LRU queue or heap data structure implementation?
Jay Nelson
jay@REDACTED
Thu Nov 24 06:15:00 CET 2005
Richard Cameron wrote:
>
> ... so this sounds like a purely in-memory database where each "row"
> of data is actually a process, with a mind of its own. I'm sure if
> you took that to its logical conclusions you could build a
> particularly wacky variant of a relational database (where foreign
> keys between "rows" are paths you can send messages over).
Hmm, a little further than I was thinking. I forgot to put the
assumptions I thought I read from your post and a browse of your website:
1) Most accesses are read accesses only
2) You want to retrieve data from database and wrap it in HTML for delivery
3) You would like to lighten the load on your server
4) Updates could be more costly to the user
1-3 can be gotten by one retrieval from the DB starting a process which
prepares the HTML. Subsequent request just return the same HTML (or a
slight variant) directly from the running process without visiting the
database.
4 requires killing the HTML process, updating the database as now and
respawning the process as a new request.
Timeouts just free memory occupied by previously spawned and wrapped
HTML tidbits from the database. If no one has requested them recently,
you can safely throw them away. The timeout time should be relative to
the construction time, CPU effort and frequency of user requests, with
an eye towards the amount of memory consumed. Frequently visited pages
that don't change often (e.g., FAQ page) can be "pinned" to the cache so
they aren't killed unless the data is stale.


• **Your task**
Every line of the data below that holds the string "title" needs to be reported.

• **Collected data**
+ + + + +
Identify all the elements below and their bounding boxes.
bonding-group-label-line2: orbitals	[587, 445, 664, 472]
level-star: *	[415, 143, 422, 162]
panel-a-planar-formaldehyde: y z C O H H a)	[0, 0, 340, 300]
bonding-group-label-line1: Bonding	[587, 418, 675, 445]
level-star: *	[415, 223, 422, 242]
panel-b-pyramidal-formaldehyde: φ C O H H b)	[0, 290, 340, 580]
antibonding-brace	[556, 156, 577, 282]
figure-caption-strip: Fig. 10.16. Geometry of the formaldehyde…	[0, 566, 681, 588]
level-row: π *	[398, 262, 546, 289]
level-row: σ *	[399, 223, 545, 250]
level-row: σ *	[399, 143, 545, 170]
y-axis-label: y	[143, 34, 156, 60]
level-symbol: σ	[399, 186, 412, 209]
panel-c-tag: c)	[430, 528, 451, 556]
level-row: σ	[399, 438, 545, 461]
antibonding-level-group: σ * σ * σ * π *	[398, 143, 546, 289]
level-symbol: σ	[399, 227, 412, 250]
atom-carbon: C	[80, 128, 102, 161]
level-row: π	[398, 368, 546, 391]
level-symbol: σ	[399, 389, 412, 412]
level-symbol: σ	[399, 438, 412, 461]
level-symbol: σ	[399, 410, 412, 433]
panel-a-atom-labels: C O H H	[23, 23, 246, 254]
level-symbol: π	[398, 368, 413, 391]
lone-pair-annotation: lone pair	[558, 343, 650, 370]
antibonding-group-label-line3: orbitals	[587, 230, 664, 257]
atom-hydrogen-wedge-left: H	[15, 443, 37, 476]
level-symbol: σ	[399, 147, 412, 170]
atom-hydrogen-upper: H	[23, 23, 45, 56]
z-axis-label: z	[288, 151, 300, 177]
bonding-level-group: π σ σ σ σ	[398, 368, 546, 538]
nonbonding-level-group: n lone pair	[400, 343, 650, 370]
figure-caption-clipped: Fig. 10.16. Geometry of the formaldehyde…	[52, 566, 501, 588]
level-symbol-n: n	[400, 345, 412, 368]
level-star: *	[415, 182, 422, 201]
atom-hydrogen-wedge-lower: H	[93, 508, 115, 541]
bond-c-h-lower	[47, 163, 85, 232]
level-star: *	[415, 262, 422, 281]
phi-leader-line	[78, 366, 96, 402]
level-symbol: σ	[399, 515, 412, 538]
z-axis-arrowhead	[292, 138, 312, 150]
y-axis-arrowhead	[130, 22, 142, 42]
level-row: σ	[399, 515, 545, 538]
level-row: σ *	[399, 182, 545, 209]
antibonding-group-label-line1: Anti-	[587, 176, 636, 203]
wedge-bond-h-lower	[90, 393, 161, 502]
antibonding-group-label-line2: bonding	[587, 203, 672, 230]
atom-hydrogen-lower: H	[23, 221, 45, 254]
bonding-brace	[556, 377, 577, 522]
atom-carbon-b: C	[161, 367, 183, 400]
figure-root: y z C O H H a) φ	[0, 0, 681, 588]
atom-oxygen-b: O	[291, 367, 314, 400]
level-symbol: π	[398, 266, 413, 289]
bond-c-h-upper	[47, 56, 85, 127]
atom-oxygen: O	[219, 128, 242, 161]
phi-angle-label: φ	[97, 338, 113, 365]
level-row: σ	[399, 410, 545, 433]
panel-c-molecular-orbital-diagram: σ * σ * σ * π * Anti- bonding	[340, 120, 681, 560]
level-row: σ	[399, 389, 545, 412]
+ + + + +
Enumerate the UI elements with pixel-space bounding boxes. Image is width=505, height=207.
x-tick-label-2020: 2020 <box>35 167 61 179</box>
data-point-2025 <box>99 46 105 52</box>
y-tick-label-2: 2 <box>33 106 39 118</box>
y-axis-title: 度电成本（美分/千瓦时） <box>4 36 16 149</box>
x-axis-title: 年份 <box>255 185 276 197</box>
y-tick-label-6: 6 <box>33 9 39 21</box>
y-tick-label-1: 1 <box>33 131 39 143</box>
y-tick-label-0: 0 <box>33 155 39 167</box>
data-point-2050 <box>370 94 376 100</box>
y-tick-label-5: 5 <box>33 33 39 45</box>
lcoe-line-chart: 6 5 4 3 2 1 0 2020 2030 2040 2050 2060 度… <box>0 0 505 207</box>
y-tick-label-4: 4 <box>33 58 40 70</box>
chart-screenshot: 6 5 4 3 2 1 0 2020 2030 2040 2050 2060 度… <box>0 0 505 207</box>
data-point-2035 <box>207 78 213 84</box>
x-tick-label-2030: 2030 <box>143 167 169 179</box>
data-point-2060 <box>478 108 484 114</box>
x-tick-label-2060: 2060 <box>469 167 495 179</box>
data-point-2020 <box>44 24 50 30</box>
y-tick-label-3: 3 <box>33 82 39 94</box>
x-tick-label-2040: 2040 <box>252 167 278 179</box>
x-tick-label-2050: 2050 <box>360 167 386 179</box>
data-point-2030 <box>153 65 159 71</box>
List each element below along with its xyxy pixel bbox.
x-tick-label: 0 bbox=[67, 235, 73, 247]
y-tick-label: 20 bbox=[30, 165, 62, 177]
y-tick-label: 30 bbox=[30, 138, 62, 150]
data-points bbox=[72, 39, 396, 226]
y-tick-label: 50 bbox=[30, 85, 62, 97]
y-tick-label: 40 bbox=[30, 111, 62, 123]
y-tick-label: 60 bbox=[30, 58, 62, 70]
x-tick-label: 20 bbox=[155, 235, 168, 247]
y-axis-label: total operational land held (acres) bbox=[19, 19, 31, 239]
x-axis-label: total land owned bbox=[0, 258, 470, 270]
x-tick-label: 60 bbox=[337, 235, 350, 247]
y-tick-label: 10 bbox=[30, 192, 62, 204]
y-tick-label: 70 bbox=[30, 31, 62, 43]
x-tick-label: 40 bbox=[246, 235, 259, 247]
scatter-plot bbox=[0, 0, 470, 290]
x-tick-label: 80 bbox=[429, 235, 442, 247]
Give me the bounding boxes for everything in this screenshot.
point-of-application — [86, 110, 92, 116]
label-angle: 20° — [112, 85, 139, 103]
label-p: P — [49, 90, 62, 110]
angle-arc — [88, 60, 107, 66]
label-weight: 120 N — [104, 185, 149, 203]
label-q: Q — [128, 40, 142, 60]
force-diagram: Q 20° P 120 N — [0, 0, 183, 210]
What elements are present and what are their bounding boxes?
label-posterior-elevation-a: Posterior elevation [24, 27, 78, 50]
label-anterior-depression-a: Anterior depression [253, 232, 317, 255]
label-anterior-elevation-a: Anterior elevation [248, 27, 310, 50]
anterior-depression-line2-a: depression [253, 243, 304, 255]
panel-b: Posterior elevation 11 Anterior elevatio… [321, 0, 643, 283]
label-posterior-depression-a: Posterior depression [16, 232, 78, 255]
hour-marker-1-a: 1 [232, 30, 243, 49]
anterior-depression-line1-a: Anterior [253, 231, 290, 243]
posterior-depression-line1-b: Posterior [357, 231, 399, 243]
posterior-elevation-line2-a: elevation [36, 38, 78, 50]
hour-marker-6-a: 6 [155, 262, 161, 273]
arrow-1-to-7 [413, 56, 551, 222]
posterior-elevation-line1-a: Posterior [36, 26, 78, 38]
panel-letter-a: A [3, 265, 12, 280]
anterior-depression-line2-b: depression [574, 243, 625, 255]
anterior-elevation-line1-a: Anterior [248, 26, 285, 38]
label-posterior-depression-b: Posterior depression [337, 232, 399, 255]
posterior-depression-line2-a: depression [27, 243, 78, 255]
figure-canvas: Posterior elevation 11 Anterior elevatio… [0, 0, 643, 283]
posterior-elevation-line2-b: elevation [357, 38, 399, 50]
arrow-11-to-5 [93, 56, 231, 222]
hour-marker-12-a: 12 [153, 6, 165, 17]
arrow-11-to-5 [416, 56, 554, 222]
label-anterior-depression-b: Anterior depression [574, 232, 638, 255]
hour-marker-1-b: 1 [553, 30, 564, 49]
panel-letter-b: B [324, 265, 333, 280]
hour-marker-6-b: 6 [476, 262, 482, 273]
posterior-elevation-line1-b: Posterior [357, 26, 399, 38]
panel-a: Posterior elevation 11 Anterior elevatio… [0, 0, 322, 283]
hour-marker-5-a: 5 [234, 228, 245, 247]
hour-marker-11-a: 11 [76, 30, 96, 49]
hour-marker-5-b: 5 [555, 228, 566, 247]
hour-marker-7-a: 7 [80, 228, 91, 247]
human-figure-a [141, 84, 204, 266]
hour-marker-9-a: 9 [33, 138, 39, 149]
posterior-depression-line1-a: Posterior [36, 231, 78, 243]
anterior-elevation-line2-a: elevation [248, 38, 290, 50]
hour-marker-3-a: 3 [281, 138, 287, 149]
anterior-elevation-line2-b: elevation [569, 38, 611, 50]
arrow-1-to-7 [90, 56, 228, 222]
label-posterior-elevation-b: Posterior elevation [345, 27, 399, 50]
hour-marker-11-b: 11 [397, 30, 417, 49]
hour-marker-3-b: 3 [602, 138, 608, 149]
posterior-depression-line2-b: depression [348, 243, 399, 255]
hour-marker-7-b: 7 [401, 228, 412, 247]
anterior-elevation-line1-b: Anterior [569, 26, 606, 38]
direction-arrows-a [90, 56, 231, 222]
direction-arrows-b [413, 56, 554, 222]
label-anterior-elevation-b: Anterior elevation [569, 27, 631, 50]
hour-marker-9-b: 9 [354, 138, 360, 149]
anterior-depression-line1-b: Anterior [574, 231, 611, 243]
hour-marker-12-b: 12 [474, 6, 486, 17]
+ + + + +
• **Answer to the exercise**
y-axis-title: 度电成本（美分/千瓦时） <box>4 36 16 149</box>
x-axis-title: 年份 <box>255 185 276 197</box>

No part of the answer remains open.